What the task asks
Copy exactly, and only, the lines from the one containing "is (1720, 968)." through the last line of the records below.

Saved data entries
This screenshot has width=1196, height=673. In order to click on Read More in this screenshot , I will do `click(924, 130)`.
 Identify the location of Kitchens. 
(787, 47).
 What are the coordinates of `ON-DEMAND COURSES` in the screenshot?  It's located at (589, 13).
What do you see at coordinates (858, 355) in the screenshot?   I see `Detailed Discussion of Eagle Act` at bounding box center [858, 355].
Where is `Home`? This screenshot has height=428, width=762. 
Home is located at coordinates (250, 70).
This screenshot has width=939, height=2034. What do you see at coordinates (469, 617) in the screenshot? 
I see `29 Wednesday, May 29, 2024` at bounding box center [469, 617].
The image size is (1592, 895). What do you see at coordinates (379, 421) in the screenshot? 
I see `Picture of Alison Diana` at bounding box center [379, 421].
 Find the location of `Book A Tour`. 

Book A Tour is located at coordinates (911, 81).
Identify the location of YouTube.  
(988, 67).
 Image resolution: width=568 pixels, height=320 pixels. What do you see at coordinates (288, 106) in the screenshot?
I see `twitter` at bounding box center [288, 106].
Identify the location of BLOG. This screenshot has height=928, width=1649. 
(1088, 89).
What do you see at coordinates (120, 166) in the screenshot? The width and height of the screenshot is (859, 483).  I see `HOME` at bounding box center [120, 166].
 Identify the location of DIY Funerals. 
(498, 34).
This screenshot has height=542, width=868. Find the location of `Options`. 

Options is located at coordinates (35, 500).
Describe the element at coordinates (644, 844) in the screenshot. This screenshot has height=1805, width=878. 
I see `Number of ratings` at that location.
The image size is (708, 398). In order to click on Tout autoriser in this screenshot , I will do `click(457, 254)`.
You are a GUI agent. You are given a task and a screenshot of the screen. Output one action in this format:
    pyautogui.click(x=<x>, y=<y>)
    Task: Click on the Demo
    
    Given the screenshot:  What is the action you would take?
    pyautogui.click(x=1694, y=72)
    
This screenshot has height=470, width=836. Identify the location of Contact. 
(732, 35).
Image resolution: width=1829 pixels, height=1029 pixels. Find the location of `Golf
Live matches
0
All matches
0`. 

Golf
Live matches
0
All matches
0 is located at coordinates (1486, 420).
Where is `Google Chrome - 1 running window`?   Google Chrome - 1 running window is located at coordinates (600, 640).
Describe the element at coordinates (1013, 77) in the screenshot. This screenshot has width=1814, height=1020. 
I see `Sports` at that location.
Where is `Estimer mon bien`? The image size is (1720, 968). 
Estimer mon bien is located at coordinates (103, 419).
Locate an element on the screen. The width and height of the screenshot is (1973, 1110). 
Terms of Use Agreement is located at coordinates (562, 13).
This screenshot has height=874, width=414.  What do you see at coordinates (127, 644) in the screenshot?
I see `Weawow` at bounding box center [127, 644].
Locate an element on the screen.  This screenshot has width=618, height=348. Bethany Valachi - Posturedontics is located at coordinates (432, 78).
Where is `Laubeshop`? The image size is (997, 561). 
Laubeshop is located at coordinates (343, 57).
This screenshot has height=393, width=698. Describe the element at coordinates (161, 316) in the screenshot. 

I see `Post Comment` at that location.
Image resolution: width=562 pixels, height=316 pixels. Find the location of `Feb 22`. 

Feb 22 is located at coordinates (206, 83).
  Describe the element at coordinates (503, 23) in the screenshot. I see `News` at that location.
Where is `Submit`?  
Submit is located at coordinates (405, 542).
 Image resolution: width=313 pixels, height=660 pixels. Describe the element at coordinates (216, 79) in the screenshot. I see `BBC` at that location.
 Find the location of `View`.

Exercise response
Where is `Estimer mon bien`? The image size is (1720, 968). 
Estimer mon bien is located at coordinates (103, 419).
Locate an element on the screen. The width and height of the screenshot is (1973, 1110). 
Terms of Use Agreement is located at coordinates (562, 13).
This screenshot has height=874, width=414.  What do you see at coordinates (127, 644) in the screenshot?
I see `Weawow` at bounding box center [127, 644].
Locate an element on the screen.  This screenshot has width=618, height=348. Bethany Valachi - Posturedontics is located at coordinates (432, 78).
Where is `Laubeshop`? The image size is (997, 561). 
Laubeshop is located at coordinates (343, 57).
This screenshot has height=393, width=698. Describe the element at coordinates (161, 316) in the screenshot. 

I see `Post Comment` at that location.
Image resolution: width=562 pixels, height=316 pixels. Find the location of `Feb 22`. 

Feb 22 is located at coordinates (206, 83).
  Describe the element at coordinates (503, 23) in the screenshot. I see `News` at that location.
Where is `Submit`?  
Submit is located at coordinates (405, 542).
 Image resolution: width=313 pixels, height=660 pixels. Describe the element at coordinates (216, 79) in the screenshot. I see `BBC` at that location.
 Find the location of `View`.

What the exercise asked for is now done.